Labor protests spread to Iowa

March 11, 2011

DES MOINES, Iowa--On March 7, more than 2,000 people from across Iowa mobilized at the Iowa state Capitol to rally in support of workers' rights and protest austerity measures proposed by Iowa Gov. Terry Branstad.

The mass workers' justice rally on March 7, organized by the Iowa Federation of Labor, was not the first this year in Iowa.

On February 26, more than 500 people attended a MoveOn.org rally at the statehouse, and on February 22, more than 1,000 public- and private-sector workers representing the Iowa Federation of Labor, various AFL-CIO locals, United Electrical Workers, United Auto Workers, AFSCME, United Food and Commercial Workers, and other labor unions from across Iowa rallied at the capitol in Des Moines.

"This is not an assault on public workers," Ken Sagar, president of the Iowa Federation of Labor, told the Associated Press. "This is an assault on the middle class. We don't just make widgets, we don't just provide services, we enable people to have a decent life."

The three labor union solidarity rallies followed a January 25 protest of budget cuts at the Iowa state Capitol organized by the community power organization Iowa Citizens for Community Improvement (Iowa CCI) that was attended by more than 300 family farmers, retirees, clergy, immigrants and other everyday people.

Iowa CCI members have argued for common-sense alternatives to Branstad's corporate agenda of balancing the budget on the backs of hard-working Iowa families. These solutions include combined corporate reporting to close tax loopholes and force out-of-state corporations to pay their fair share of taxes.

"The assault on public employee unions is part of a deliberate right-wing strategy to shift the blame for the recession away from the big banks that crashed the economy and the multinational corporations that don't pay their fair share of taxes," said Garry Klicker, an Iowa CCI member, small business owner and independent livestock farmer from Bloomfield.

"They caused this crisis, they should have to pay for it." Klicker's comments were made in a labor solidarity press statement released by Iowa CCI members on February 22.


IN NOVEMBER, Iowans sent incumbent Democratic Iowa Gov. Chet Culver home, and elected former four-term Republican Iowa Gov. Terry Branstad back into office for another term following after a 10-year hiatus.

Branstad's campaign was financed by the largest corporate agribusiness and big-moneyed special-interest groups in the state of Iowa, and he moved quickly once inaugurated to end project labor agreements and voting rights for felons. He has also proposed an ambitious "austerity" agenda to deregulate factory farms, cut corporate taxes, privatize economic development, repeal collective bargaining and slash vital public services.

Iowa's unemployment rate is slightly below the national average, and the state's budget difficulties are more manageable than in some other states, in part because of Iowa's strong agribusiness economy and record-high prices for grain and livestock (themselves caused by big bank speculation on commodities).

But while Iowa's agribusiness economy has been great for those at the top, tens of thousands of independent family farmers have been pushed off the land since 1995--during Branstad's last term in office, when he rolled out the welcome mat to the factory farm industry in the state.

Although Iowa currently has a Republican in the governor's mansion and a Republican-controlled House, Democrats hold a slim majority in the Iowa Senate, and Senate Majority Leader Mike Gronstal--hardly a progressive populist champion by any measure--has vowed to block attempts to repeal collective bargaining or the state's marriage equality law.

Whether that's true, and whether or not the slim Democratic majority in the Iowa Senate will block the rest of Branstad's corporate agenda, will hinge on the ability of everyday Iowans, and the labor unions and community organizations under their direct democratic control, to continue pushing for grassroots, progressive social change from below.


▸ **Directions for this task**: Omit the pictures while printing every entry below exactly as given.

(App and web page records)
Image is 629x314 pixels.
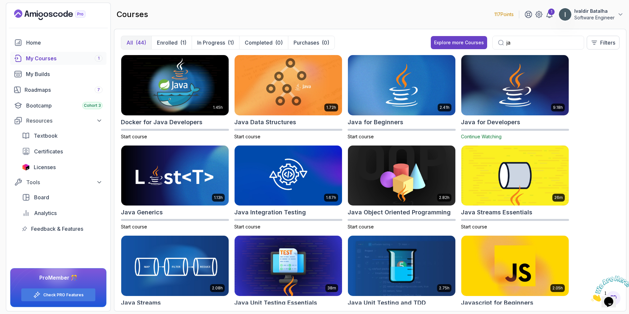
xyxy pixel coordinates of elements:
span: Start course [234,224,261,229]
img: Java Streams card [121,236,229,296]
div: Tools [26,178,103,186]
a: board [18,191,107,204]
h2: Java Data Structures [234,118,296,127]
p: 1.67h [326,195,336,200]
div: (1) [228,39,234,47]
a: 1 [546,10,554,18]
span: Board [34,193,49,201]
img: Chat attention grabber [3,3,43,29]
div: (1) [180,39,186,47]
span: Start course [461,224,487,229]
a: Check PRO Features [43,292,84,298]
a: Landing page [14,10,101,20]
span: Textbook [34,132,58,140]
a: courses [10,52,107,65]
button: All(44) [121,36,151,49]
a: licenses [18,161,107,174]
p: 26m [555,195,563,200]
p: Software Engineer [575,14,615,21]
span: Licenses [34,163,56,171]
p: Completed [245,39,273,47]
a: bootcamp [10,99,107,112]
h2: Java Unit Testing and TDD [348,298,426,307]
img: Java Integration Testing card [235,146,342,206]
a: roadmaps [10,83,107,96]
button: Filters [587,36,620,49]
img: Java for Developers card [461,55,569,115]
button: Explore more Courses [431,36,487,49]
span: Analytics [34,209,57,217]
span: Start course [348,134,374,139]
a: builds [10,68,107,81]
div: 1 [548,9,555,15]
img: Java Streams Essentials card [461,146,569,206]
p: 2.05h [553,285,563,291]
span: Start course [121,224,147,229]
span: 1 [98,56,100,61]
button: Purchases(0) [288,36,335,49]
span: Continue Watching [461,134,502,139]
img: jetbrains icon [22,164,30,170]
img: Java Unit Testing and TDD card [348,236,456,296]
p: Filters [600,39,615,47]
iframe: chat widget [589,273,629,304]
h2: Docker for Java Developers [121,118,203,127]
p: 1.45h [213,105,223,110]
p: In Progress [197,39,225,47]
a: analytics [18,206,107,220]
h2: Java Object Oriented Programming [348,208,451,217]
h2: Java for Developers [461,118,520,127]
div: (0) [322,39,329,47]
a: textbook [18,129,107,142]
p: 117 Points [495,11,514,18]
img: Java for Beginners card [348,55,456,115]
img: Javascript for Beginners card [461,236,569,296]
button: Completed(0) [239,36,288,49]
p: 2.08h [212,285,223,291]
h2: Java Generics [121,208,163,217]
h2: Java for Beginners [348,118,403,127]
div: (0) [275,39,283,47]
p: 2.75h [439,285,450,291]
div: Home [26,39,103,47]
span: 1 [3,3,5,8]
button: In Progress(1) [192,36,239,49]
a: feedback [18,222,107,235]
span: 7 [97,87,100,92]
div: Roadmaps [25,86,103,94]
p: 1.72h [326,105,336,110]
p: Ivaldir Batalha [575,8,615,14]
button: Tools [10,176,107,188]
a: certificates [18,145,107,158]
span: Start course [234,134,261,139]
div: My Builds [26,70,103,78]
button: Check PRO Features [21,288,96,302]
a: Java for Developers card9.18hJava for DevelopersContinue Watching [461,55,569,140]
p: Purchases [294,39,319,47]
input: Search... [507,39,579,47]
img: Java Data Structures card [235,55,342,115]
p: 1.13h [214,195,223,200]
p: All [127,39,133,47]
button: Resources [10,115,107,127]
a: home [10,36,107,49]
span: Start course [348,224,374,229]
img: Java Generics card [121,146,229,206]
h2: Javascript for Beginners [461,298,534,307]
div: Explore more Courses [434,39,484,46]
button: Enrolled(1) [151,36,192,49]
p: 2.82h [439,195,450,200]
p: 9.18h [553,105,563,110]
span: Start course [121,134,147,139]
div: Bootcamp [26,102,103,109]
p: Enrolled [157,39,178,47]
p: 2.41h [440,105,450,110]
span: Feedback & Features [31,225,83,233]
img: user profile image [559,8,572,21]
h2: Java Integration Testing [234,208,306,217]
img: Java Unit Testing Essentials card [235,236,342,296]
h2: Java Streams Essentials [461,208,533,217]
h2: courses [117,9,148,20]
p: 38m [327,285,336,291]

▸ **Solution to this exercise**:
Image is 629x314 pixels.
xyxy pixel coordinates of elements:
span: Start course [234,224,261,229]
img: Java Streams card [121,236,229,296]
div: Tools [26,178,103,186]
a: board [18,191,107,204]
h2: Java Data Structures [234,118,296,127]
p: 1.67h [326,195,336,200]
div: (1) [228,39,234,47]
a: 1 [546,10,554,18]
span: Board [34,193,49,201]
img: Chat attention grabber [3,3,43,29]
div: (1) [180,39,186,47]
span: Start course [461,224,487,229]
a: Check PRO Features [43,292,84,298]
a: Landing page [14,10,101,20]
span: Textbook [34,132,58,140]
a: courses [10,52,107,65]
button: All(44) [121,36,151,49]
a: licenses [18,161,107,174]
p: 26m [555,195,563,200]
p: Software Engineer [575,14,615,21]
span: Licenses [34,163,56,171]
p: Completed [245,39,273,47]
a: bootcamp [10,99,107,112]
h2: Java Unit Testing and TDD [348,298,426,307]
img: Java Integration Testing card [235,146,342,206]
a: roadmaps [10,83,107,96]
button: Filters [587,36,620,49]
img: Java for Developers card [461,55,569,115]
button: Explore more Courses [431,36,487,49]
span: Analytics [34,209,57,217]
span: Start course [348,134,374,139]
a: builds [10,68,107,81]
div: 1 [548,9,555,15]
img: Java Streams Essentials card [461,146,569,206]
p: 2.05h [553,285,563,291]
span: Start course [121,224,147,229]
span: 1 [98,56,100,61]
button: Purchases(0) [288,36,335,49]
span: Continue Watching [461,134,502,139]
img: jetbrains icon [22,164,30,170]
img: Java Unit Testing and TDD card [348,236,456,296]
p: Filters [600,39,615,47]
iframe: chat widget [589,273,629,304]
h2: Docker for Java Developers [121,118,203,127]
p: 1.45h [213,105,223,110]
p: In Progress [197,39,225,47]
a: analytics [18,206,107,220]
h2: Java Object Oriented Programming [348,208,451,217]
h2: Java for Developers [461,118,520,127]
div: (0) [322,39,329,47]
a: textbook [18,129,107,142]
p: 117 Points [495,11,514,18]
img: Java for Beginners card [348,55,456,115]
img: Javascript for Beginners card [461,236,569,296]
button: Completed(0) [239,36,288,49]
p: 2.08h [212,285,223,291]
h2: Java Generics [121,208,163,217]
h2: Java for Beginners [348,118,403,127]
div: (0) [275,39,283,47]
p: 2.75h [439,285,450,291]
div: Home [26,39,103,47]
span: 1 [3,3,5,8]
button: In Progress(1) [192,36,239,49]
a: feedback [18,222,107,235]
span: 7 [97,87,100,92]
div: Roadmaps [25,86,103,94]
p: 1.72h [326,105,336,110]
p: Ivaldir Batalha [575,8,615,14]
button: Tools [10,176,107,188]
a: certificates [18,145,107,158]
span: Start course [234,134,261,139]
div: My Builds [26,70,103,78]
button: Check PRO Features [21,288,96,302]
a: Java for Developers card9.18hJava for DevelopersContinue Watching [461,55,569,140]
p: Purchases [294,39,319,47]
input: Search... [507,39,579,47]
img: Java Data Structures card [235,55,342,115]
p: 1.13h [214,195,223,200]
p: All [127,39,133,47]
button: Resources [10,115,107,127]
a: home [10,36,107,49]
span: Start course [348,224,374,229]
img: Java Generics card [121,146,229,206]
h2: Javascript for Beginners [461,298,534,307]
div: Explore more Courses [434,39,484,46]
button: Enrolled(1) [151,36,192,49]
p: 2.82h [439,195,450,200]
p: 9.18h [553,105,563,110]
span: Start course [121,134,147,139]
div: Bootcamp [26,102,103,109]
p: Enrolled [157,39,178,47]
p: 2.41h [440,105,450,110]
span: Feedback & Features [31,225,83,233]
img: user profile image [559,8,572,21]
h2: Java Integration Testing [234,208,306,217]
img: Java Unit Testing Essentials card [235,236,342,296]
h2: Java Streams Essentials [461,208,533,217]
h2: courses [117,9,148,20]
p: 38m [327,285,336,291]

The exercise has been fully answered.